Which MLK?
Just a few days ago, the New York Times published a piece challenging the sanitized version of history that’s told every year during celebrations of Martin Luther King’s birthday. Today, King is (almost) universally celebrated in America, one of just a handful of historical figures around whom we come together as a nation. Yet, as Jason Sokol reminds us, King was far from a unifying force during his lifetime. Even a decade after his murder, he was a divisive figure, someone reviled by the conservative right. That changed after the vote to make his birthday a national holiday, but only by
Sokol’s piece serves as an excellent introduction to our study of 1960s America this semester. The past defines us: history is a story we tell ourselves to discover who we are, both as individuals and as a nation. Yet in studying the past we often learn that our most familiar stories are also the most distorted, comforting half-truths that are equal parts fact and myth.
After reading Sokol, I want you to take a minute here at the semester’s start to consider ONE of the following:
- How does Sokol’s account change your sense of what America is all about?
- How does his essay make you feel? Is it better to believe the myth or know the truth?
- How does his narrative challenge what you thought you knew about the 1960s?
Paste the question you’re answering, together with a 1-ΒΆ response in the comment space below. Make an effort to reference particular details from Sokol: vague responses leave readers with the impression that you didn’t do the reading.
In class: Course Dogma; Myths of the 1960s; learning as process of refining initially crude preconceptions; learning history as process of consulting experts and grappling with instances/documents/fragments of a lost past.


_Exercise objective_
Within the entries underneath, how many lines include the string "from"? State only the number.

_Material to process_
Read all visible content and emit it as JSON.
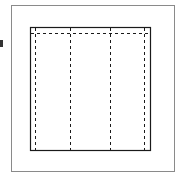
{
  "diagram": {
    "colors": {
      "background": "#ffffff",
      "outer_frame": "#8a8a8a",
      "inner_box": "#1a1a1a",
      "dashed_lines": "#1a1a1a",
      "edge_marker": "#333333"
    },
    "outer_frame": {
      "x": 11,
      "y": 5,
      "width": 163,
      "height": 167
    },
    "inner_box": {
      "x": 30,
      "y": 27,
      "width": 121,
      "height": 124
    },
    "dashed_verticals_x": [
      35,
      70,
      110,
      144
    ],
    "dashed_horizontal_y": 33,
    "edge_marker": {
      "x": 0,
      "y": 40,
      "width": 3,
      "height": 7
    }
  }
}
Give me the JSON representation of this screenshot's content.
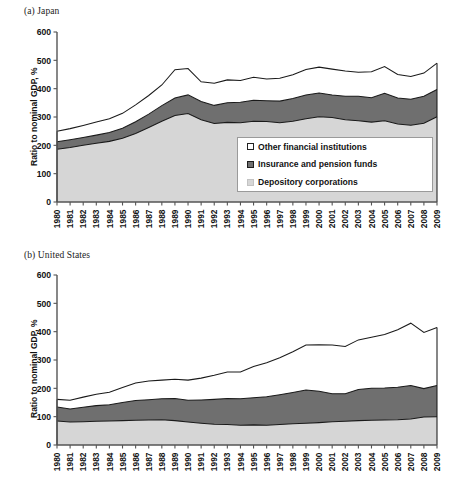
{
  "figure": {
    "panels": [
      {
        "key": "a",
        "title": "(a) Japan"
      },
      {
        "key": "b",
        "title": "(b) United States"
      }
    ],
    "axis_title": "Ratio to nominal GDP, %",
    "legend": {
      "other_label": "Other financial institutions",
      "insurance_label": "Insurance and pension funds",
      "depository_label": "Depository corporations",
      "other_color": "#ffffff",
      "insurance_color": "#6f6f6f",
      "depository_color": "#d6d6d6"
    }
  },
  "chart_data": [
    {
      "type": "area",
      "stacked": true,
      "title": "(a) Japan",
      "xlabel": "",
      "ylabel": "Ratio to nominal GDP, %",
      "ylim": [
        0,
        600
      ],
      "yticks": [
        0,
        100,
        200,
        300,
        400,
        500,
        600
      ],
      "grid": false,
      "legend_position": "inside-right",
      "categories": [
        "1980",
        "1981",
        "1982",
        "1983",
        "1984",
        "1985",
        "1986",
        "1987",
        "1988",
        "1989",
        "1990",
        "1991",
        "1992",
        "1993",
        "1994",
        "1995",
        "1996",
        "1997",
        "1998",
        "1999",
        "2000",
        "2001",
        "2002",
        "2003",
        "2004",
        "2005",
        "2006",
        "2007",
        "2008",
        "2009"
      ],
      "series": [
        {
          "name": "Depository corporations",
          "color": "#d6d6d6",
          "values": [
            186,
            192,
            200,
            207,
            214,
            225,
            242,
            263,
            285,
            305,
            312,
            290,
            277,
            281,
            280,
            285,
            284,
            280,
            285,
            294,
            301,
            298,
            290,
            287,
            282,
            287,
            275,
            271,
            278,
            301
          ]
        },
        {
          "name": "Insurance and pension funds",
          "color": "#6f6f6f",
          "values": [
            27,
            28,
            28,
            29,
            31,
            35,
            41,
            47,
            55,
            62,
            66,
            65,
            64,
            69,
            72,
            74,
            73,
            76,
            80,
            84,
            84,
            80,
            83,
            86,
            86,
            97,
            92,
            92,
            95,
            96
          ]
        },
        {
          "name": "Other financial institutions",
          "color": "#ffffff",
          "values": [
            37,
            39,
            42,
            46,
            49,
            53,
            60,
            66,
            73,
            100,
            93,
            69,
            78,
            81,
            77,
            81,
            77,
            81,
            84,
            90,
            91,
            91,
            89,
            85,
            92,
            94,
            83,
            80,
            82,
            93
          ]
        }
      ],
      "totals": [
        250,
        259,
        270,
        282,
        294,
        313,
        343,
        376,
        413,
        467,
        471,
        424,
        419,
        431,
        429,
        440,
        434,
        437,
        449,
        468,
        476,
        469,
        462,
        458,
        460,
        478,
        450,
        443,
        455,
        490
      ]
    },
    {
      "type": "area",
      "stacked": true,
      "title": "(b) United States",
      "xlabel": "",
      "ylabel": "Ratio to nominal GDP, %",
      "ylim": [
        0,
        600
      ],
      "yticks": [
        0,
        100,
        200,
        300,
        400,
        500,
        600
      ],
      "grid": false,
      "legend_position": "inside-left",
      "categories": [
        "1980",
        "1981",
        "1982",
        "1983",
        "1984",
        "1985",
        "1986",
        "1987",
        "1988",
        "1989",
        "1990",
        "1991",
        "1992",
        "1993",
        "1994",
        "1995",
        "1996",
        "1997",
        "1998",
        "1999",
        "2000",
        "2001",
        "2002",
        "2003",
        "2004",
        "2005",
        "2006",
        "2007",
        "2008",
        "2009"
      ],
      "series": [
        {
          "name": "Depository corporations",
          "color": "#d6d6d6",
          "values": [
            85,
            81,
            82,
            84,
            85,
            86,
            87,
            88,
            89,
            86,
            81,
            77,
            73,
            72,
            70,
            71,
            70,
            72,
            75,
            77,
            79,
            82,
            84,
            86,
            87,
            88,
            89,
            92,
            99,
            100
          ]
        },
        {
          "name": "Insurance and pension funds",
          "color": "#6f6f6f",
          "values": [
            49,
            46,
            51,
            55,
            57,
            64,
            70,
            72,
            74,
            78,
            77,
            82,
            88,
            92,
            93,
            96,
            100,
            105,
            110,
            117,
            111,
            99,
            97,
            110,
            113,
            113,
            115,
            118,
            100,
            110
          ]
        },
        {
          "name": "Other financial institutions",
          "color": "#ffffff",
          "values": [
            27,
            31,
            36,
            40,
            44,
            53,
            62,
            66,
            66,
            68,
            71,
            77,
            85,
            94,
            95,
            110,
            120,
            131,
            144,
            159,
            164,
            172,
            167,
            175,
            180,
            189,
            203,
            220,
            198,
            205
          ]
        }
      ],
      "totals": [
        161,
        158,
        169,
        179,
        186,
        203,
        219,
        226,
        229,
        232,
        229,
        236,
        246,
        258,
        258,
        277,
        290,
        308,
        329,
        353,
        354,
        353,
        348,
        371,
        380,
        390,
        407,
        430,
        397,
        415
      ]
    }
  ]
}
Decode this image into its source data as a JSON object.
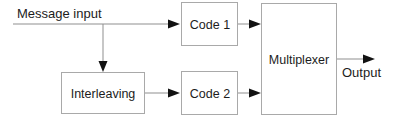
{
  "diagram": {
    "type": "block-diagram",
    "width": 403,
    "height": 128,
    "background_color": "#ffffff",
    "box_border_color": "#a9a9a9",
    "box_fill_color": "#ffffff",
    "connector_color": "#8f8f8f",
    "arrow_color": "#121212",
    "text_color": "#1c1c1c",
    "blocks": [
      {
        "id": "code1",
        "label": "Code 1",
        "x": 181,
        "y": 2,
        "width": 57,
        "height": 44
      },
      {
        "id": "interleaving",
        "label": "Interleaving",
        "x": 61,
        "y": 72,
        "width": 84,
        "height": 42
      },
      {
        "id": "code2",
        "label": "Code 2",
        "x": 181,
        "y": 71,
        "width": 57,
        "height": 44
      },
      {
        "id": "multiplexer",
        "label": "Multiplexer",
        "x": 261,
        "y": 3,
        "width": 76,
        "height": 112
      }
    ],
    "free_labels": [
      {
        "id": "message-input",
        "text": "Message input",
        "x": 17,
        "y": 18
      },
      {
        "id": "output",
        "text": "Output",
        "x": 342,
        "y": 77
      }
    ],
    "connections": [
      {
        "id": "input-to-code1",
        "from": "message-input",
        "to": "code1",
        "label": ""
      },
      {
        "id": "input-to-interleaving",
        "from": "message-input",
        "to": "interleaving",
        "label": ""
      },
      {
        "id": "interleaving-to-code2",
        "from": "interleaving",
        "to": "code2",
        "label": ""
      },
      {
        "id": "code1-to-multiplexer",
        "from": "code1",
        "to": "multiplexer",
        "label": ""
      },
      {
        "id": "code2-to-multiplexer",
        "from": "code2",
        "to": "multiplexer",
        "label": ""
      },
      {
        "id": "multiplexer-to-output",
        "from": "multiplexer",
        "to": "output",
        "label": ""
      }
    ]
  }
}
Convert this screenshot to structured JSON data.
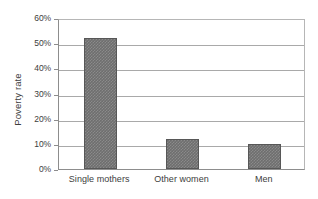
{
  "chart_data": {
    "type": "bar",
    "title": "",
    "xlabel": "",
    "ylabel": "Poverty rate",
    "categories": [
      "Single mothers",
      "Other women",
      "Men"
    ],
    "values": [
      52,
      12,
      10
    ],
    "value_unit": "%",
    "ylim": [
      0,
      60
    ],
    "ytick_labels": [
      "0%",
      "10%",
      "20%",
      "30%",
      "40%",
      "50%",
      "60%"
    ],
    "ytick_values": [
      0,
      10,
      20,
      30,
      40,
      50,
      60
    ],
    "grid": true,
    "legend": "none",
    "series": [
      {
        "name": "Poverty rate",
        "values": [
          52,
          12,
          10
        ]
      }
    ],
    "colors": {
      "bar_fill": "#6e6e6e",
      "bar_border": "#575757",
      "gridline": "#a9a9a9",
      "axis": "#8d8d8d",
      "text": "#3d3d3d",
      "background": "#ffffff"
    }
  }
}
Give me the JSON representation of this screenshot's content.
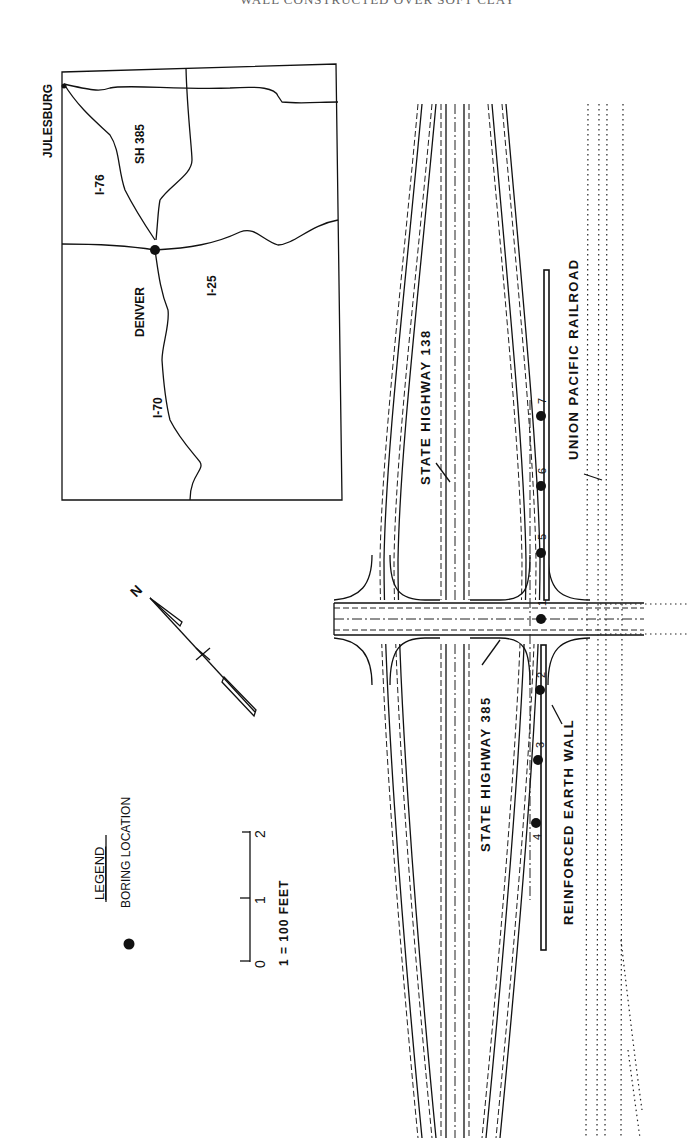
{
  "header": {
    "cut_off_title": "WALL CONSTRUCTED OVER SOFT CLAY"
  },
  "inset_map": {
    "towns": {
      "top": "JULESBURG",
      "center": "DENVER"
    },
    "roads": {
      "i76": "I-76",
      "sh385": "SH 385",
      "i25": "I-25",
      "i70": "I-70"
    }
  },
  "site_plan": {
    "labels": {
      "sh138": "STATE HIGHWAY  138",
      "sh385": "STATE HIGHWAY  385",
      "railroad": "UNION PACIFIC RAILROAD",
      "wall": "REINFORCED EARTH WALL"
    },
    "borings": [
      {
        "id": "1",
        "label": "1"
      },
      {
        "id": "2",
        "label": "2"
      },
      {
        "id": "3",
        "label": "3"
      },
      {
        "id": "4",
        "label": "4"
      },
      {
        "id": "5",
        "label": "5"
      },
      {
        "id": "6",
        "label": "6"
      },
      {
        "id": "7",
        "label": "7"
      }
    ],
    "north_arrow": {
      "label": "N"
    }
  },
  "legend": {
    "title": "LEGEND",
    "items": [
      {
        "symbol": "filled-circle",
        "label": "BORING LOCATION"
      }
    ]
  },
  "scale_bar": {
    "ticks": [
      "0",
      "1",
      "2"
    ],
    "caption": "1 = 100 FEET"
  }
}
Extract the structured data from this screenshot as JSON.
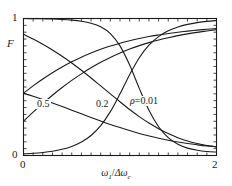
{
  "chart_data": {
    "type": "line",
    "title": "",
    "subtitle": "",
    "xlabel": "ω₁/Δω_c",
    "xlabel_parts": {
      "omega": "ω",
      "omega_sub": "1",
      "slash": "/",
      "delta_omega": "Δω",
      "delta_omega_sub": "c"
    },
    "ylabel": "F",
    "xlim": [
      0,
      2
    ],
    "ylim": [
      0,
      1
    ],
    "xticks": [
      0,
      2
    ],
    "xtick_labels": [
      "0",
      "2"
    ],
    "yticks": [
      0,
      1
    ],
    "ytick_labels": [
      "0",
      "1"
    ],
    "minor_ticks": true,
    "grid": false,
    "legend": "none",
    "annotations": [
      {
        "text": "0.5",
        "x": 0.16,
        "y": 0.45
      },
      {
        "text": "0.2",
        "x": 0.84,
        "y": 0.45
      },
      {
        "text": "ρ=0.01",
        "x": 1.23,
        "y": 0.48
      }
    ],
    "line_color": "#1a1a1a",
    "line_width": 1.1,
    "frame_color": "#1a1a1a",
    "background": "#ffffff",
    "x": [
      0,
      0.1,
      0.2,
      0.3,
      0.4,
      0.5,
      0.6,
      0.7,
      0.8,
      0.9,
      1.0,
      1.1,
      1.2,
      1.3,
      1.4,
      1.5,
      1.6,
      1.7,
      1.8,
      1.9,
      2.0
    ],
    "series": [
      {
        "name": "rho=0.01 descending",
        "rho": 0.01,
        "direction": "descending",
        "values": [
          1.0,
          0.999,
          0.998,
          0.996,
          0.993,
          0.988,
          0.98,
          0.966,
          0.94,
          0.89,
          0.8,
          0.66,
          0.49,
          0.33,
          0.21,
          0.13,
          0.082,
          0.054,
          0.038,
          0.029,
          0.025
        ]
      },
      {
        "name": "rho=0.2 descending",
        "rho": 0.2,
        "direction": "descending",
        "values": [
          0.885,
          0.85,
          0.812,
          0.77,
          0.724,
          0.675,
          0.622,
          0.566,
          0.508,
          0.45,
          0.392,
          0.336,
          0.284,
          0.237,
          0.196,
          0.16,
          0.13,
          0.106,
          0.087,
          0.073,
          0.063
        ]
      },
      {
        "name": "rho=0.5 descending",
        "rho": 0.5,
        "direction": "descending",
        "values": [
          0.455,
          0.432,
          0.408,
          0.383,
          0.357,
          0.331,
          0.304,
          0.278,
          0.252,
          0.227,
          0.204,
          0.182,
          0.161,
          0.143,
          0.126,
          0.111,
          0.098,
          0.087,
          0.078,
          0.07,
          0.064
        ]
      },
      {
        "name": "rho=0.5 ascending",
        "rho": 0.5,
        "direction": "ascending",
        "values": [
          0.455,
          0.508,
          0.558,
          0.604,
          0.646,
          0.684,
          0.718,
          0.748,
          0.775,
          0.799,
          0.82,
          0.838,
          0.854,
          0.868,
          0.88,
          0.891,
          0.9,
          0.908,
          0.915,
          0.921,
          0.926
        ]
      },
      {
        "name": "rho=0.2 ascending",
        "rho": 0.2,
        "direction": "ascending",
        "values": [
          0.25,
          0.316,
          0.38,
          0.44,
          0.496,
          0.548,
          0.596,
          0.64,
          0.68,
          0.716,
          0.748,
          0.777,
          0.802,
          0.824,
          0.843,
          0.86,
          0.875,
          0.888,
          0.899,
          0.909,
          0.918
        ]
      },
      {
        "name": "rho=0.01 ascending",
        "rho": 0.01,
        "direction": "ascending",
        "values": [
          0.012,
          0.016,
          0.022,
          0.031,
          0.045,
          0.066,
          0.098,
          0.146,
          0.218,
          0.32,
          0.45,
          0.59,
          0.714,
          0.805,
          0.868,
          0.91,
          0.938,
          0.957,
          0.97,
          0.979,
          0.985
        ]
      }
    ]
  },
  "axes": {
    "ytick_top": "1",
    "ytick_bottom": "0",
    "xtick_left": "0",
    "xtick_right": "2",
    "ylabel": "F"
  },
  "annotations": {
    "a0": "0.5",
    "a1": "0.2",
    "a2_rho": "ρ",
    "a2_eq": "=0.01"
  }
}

_Result_
7